Confessions of a Camera Whore
I bought a hard drive and have been storing my digitized collection (which began in 2000 - I was one of the early folks to adopt a digital camera) as the CDs they are stored on are day-by-day becoming unusable and obsolete. (I have already had a few casualties.) Picture storage is something people rarely think about, but every year, you are loosing quality images on your storage devices, so you best think about upgrading and, if possible, finding webspace and clouds to store them in online.
The task of deciding which pictures to permanently store in a virtual space are daunting, because I'm realizing that there is an endless and exhaustive number of photographs I've taken and how do you decide a photograph's worth?
Yesterday, I was struck by a profound revelation...

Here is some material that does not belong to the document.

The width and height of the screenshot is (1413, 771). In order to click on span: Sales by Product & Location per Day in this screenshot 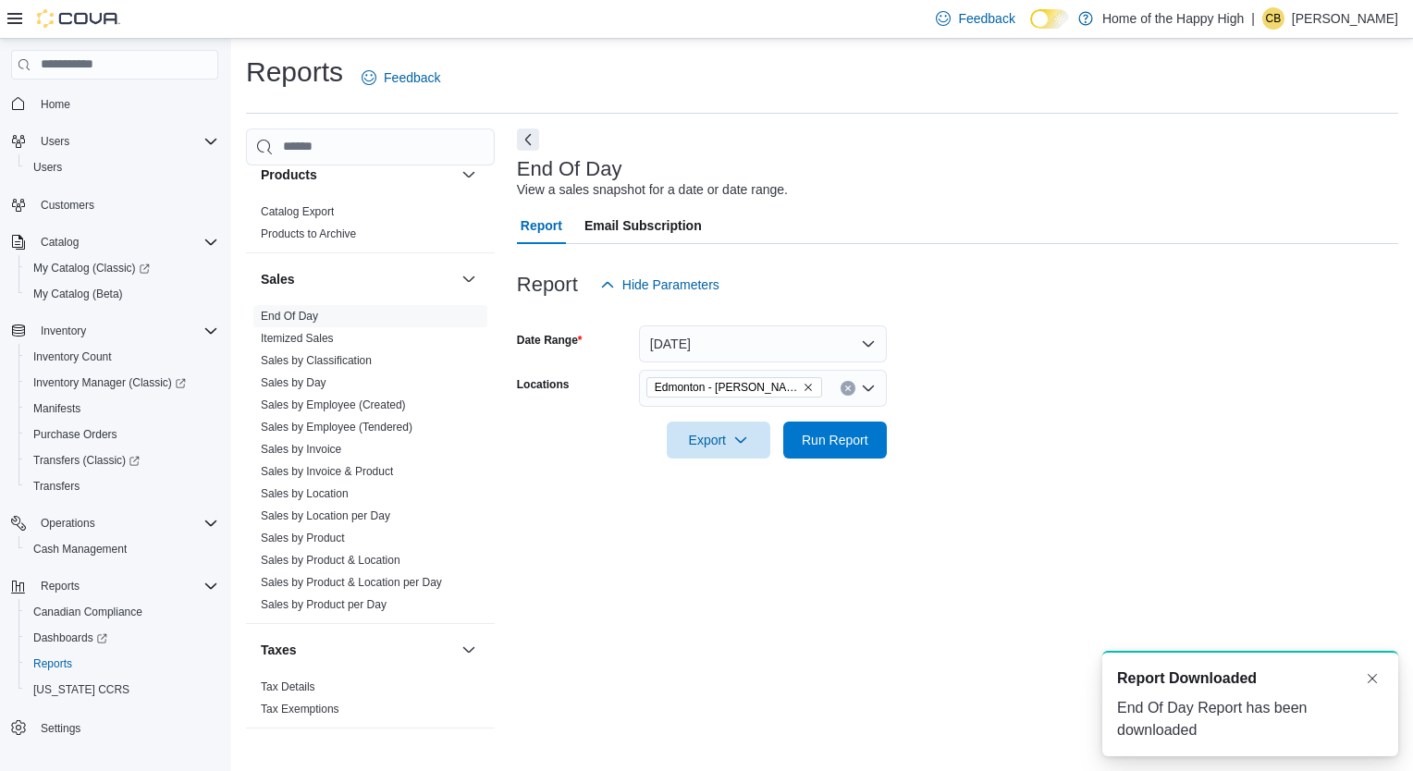, I will do `click(351, 583)`.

I miss old film cameras. This is the generation of "NOW", where people don't have patience because they aren't wired to wait. The price tag we've paid for this instantaneous fast food nation mentality, aside from said impatience, sense of entitlement, lack of self-control and impulse problems, and reduced attention span, is that we have lost a sense of mystery, wonderment, and anticipation. We can see what our picture looks like immediately, we can even edit it on our cameras, we can take as many photographs as we want (depending on disk space), we can save considerable amounts of money (by avoiding buying film, development prices, and not buying photo albums), and we also economize space on our shelves. However, those old-school limitations allowed us to put our own limitations on ourselves - since there was monetary value at stake, we controlled our usage of photography and only snapped what we deemed an important moment. Now, every moment is an incredible moment, and often - an incredible waste of our time and digital memory. If I were to count the photographs in the physical picture albums at home that were mine (pre-2000), they would count in the several hundreds or possibly a thousand. Looking at my full hard drive, the digital pictures I've taken in the past 11 years alone number in the hundred thousands. How on Earth am I supposed to dig through that many photographs, nonetheless sort them into "virtual albums", and make decisions about which ones I should keep? What, exactly, am I snapping so many photographs for? I have memory, I can rely upon it...
Imagine what I would have been able to do with all that time as far as productivity. Are we that important that we have to own so many photographs or update our status on social networking sites constantly? When is memory not enough to sustain us?